Why Data Is The Future
Why Data Is The Future
Why Data Is The Future
The security, privacy and analysis of data are the top priorities for finance leaders
going into 2019. All three top priorities identified have some link with data, with
enhanced data analytics highlighted as very important by 62% of CFOs. The paper
surveyed close to 400 finance leaders and professionals, including CFOs, vice
presidents of finance, and a broad range of finance directors and managers, data is
the dominant theme in the finance landscape
Data analytics can be applied across three key areas. In terms of planning, it can be
used for effective risk profiling, the testing of data via simulation, and statistical
sampling. Data analytics can also enhance the execution of audits – providing quick
and effective monitoring of continuous controls, keeping watch for indications of fraud
(which cost UK firms alone over £2 billion last year), recognising patterns to
anticipate future risks, and control simulation. Finally, it can enhance reporting of risk
quantification, real-time exception management, and root cause investigations, to
provide better understanding of how to avoid future breaches.
A.T. Kearney buys analytics firm with offices in US,
UK and India
Global management consulting firm A.T. Kearney has acquired business analytics
and data management consultancy Cervello for an undisclosed fee. Cervello’s team
of 120 data engineers, data scientists, and developers – some of whom are based
in London – will work with A.T. Kearney’s consultants to bolster client performance
and transformation programmes.
The majors pump from the most bountiful reservoirs. The more
users write comments, “like” posts and otherwise engage with
Facebook, for example, the more it learns about those users and
the better targeted the ads on newsfeeds become. Similarly, the
more people search on Google, the better its search results turn
out.
Uber, for its part, is best known for its cheap taxi rides. But if the
firm is worth an estimated $68bn, it is in part because it owns the
biggest pool of data about supply (drivers) and demand
(passengers) for personal transportation. Similarly, for most
people Tesla is a maker of fancy electric cars. But its latest
models collect mountains of data, which allow the firm to
optimise its self-driving algorithms and then update the software
accordingly. By the end of last year, the firm had gathered 1.3bn
miles-worth of driving data—orders of magnitude more than
Waymo, Alphabet’s self-driving-car division.
Non-tech firms are trying to sink digital wells, too. GE, for
instance, has developed an “operating system for the industrial
internet”, called Predix, to help customers control their
machinery. Predix is also a data-collection system: it pools data
from devices it is connected to, mixes these with other data, and
then trains algorithms that can help improve the operations of a
power plant, when to maintain a jet engine before it breaks down
and the like.
So far none of these efforts has really taken off; those focusing on
personal data in particular may never do so. By now consumers
and online giants are locked in an awkward embrace. People do
not know how much their data are worth, nor do they really
want to deal with the hassle of managing them, says Alessandro
Acquisti of Carnegie Mellon University. But they are also
showing symptoms of what is called “learned helplessness”:
terms and conditions for services are often impenetrable and
users have no choice than to accept them (smartphone apps quit
immediately if one does not tap on “I agree”).
For their part, online firms have become dependent on the drug
of free data: they have no interest in fundamentally changing the
deal with their users. Paying for data and building expensive
systems to track contributions would make data refiners much
less profitable.
Yet calls for action are growing. The “super-platforms” wield too
much power, says Ariel Ezrachi of the University of Oxford, who
recently published a book entitled “Virtual Competition” with
Maurice Stucke of the University of Tennessee. With many more
and fresher data than others, he argues, they can quickly detect
competitive threats. Their deep pockets allow them to buy
startups that could one day become rivals. They can also
manipulate the markets they host by, for example, having their
algorithms quickly react so that competitors have no chance of
gaining customers by lowering prices (see Free exchange). “The
invisible hand is becoming a digital one,” says Mr Ezrachi.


### Aim of the task
Only one part of the listing is needed: the lines from the one with "This screenshot has width=916, height=442." through the last line, copied exactly and free of pictures.

### Supplied entries
== Segment start ==
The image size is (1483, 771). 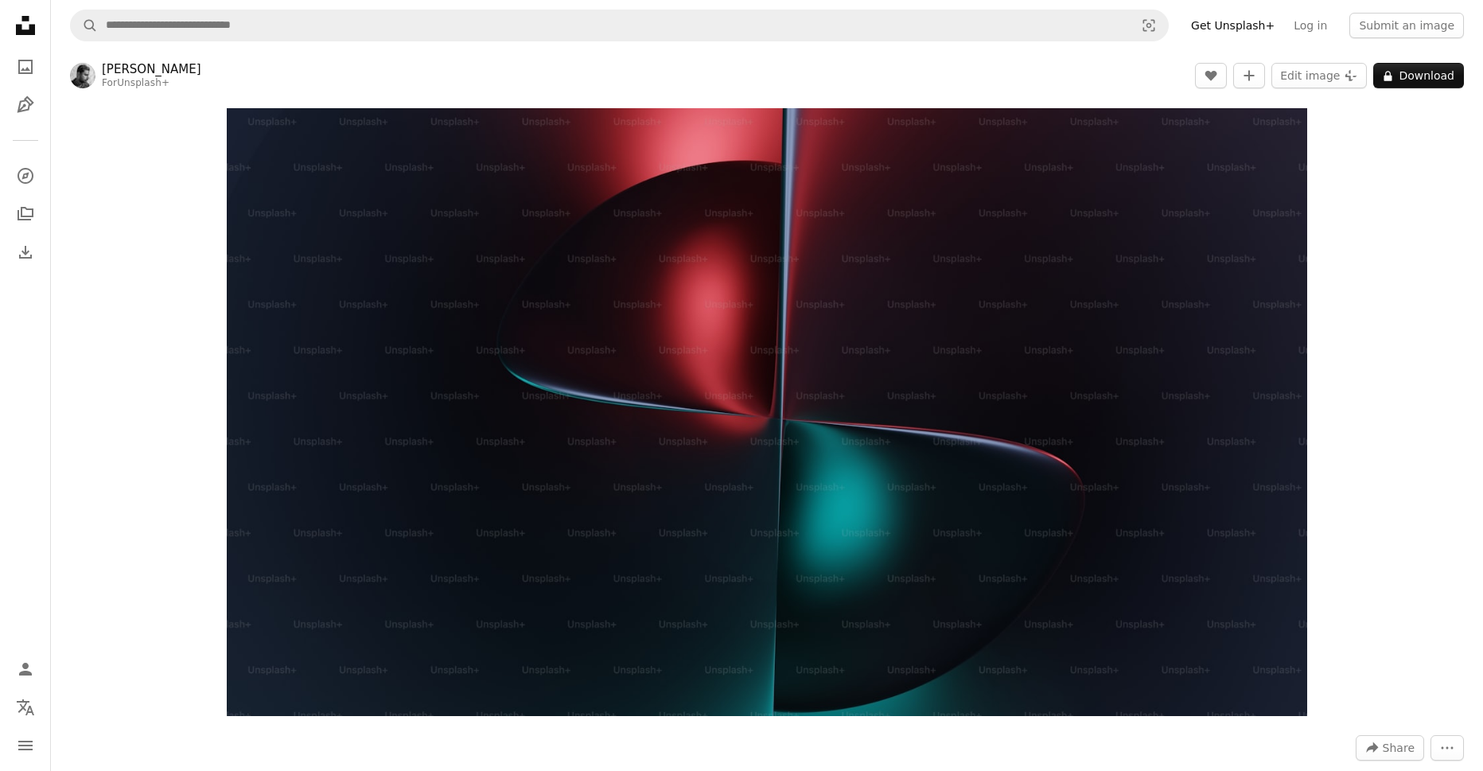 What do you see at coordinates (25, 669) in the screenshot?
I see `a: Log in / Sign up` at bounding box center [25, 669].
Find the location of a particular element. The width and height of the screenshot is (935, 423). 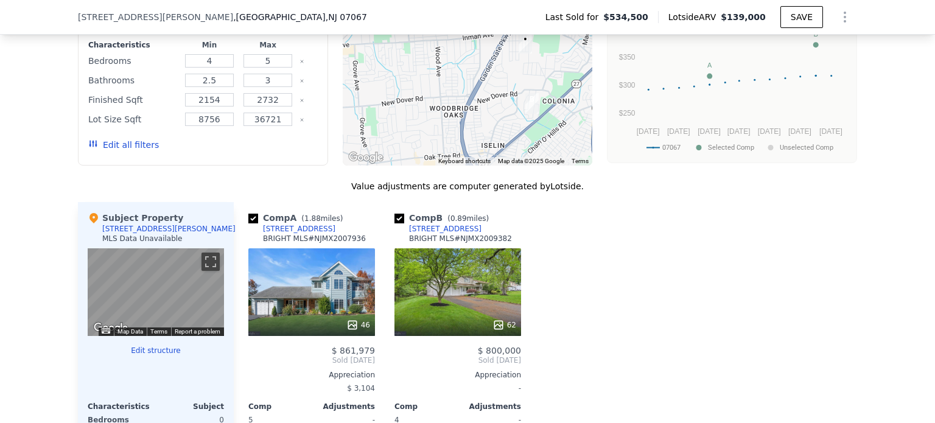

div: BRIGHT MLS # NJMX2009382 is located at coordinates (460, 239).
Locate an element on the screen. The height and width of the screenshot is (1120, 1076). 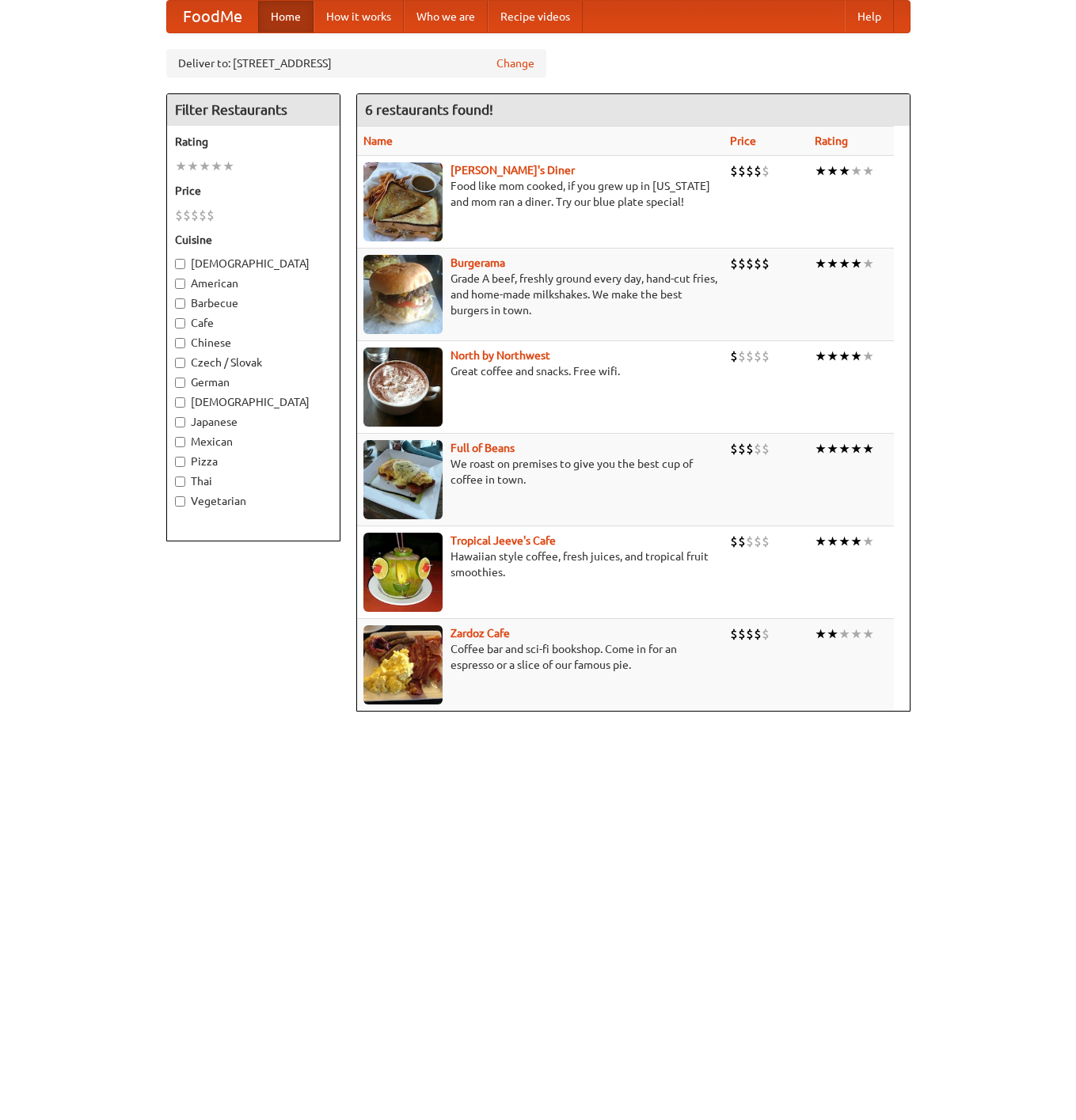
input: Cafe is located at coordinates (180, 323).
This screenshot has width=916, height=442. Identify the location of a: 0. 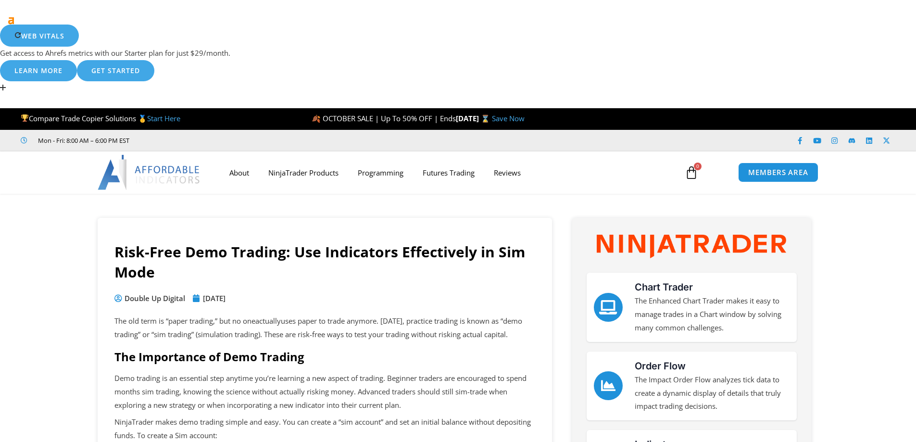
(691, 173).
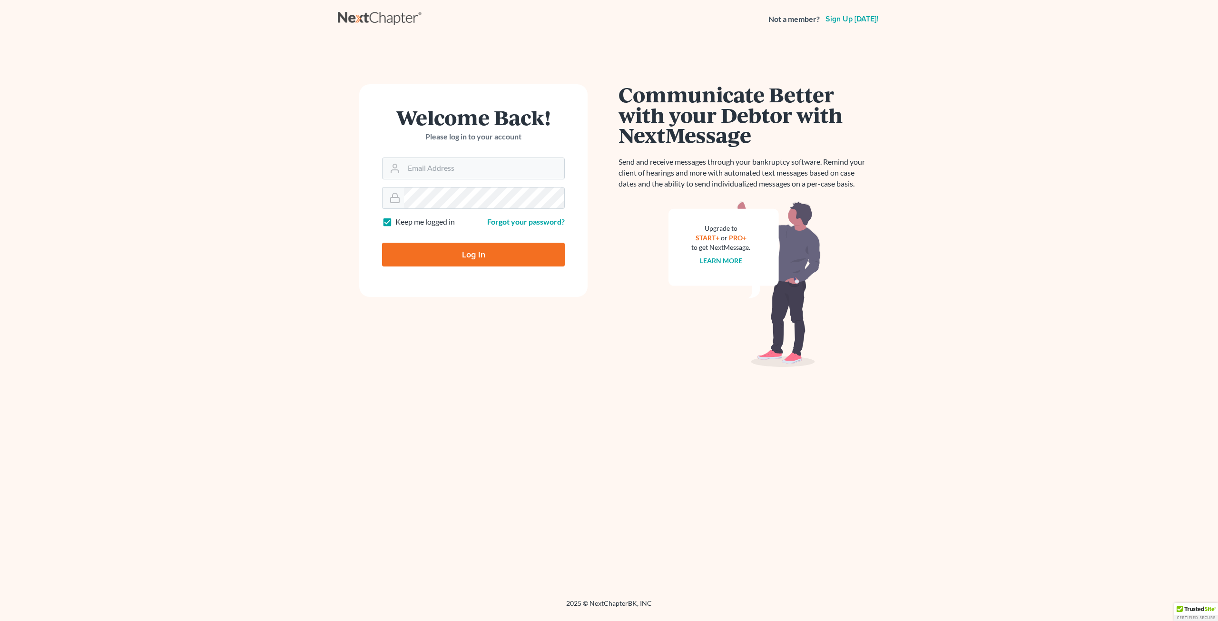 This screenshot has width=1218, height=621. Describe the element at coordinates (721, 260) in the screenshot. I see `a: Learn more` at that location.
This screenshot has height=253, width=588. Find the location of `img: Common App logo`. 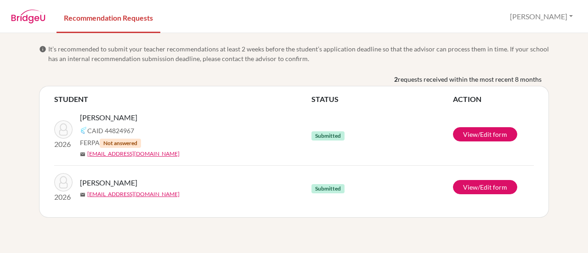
== Segment end ==
### Written solution
This screenshot has width=916, height=442. Identify the location of a: 0. 
(691, 173).
 This screenshot has width=1218, height=621. Describe the element at coordinates (721, 260) in the screenshot. I see `a: Learn more` at that location.
This screenshot has height=253, width=588. Find the location of `img: Common App logo`. 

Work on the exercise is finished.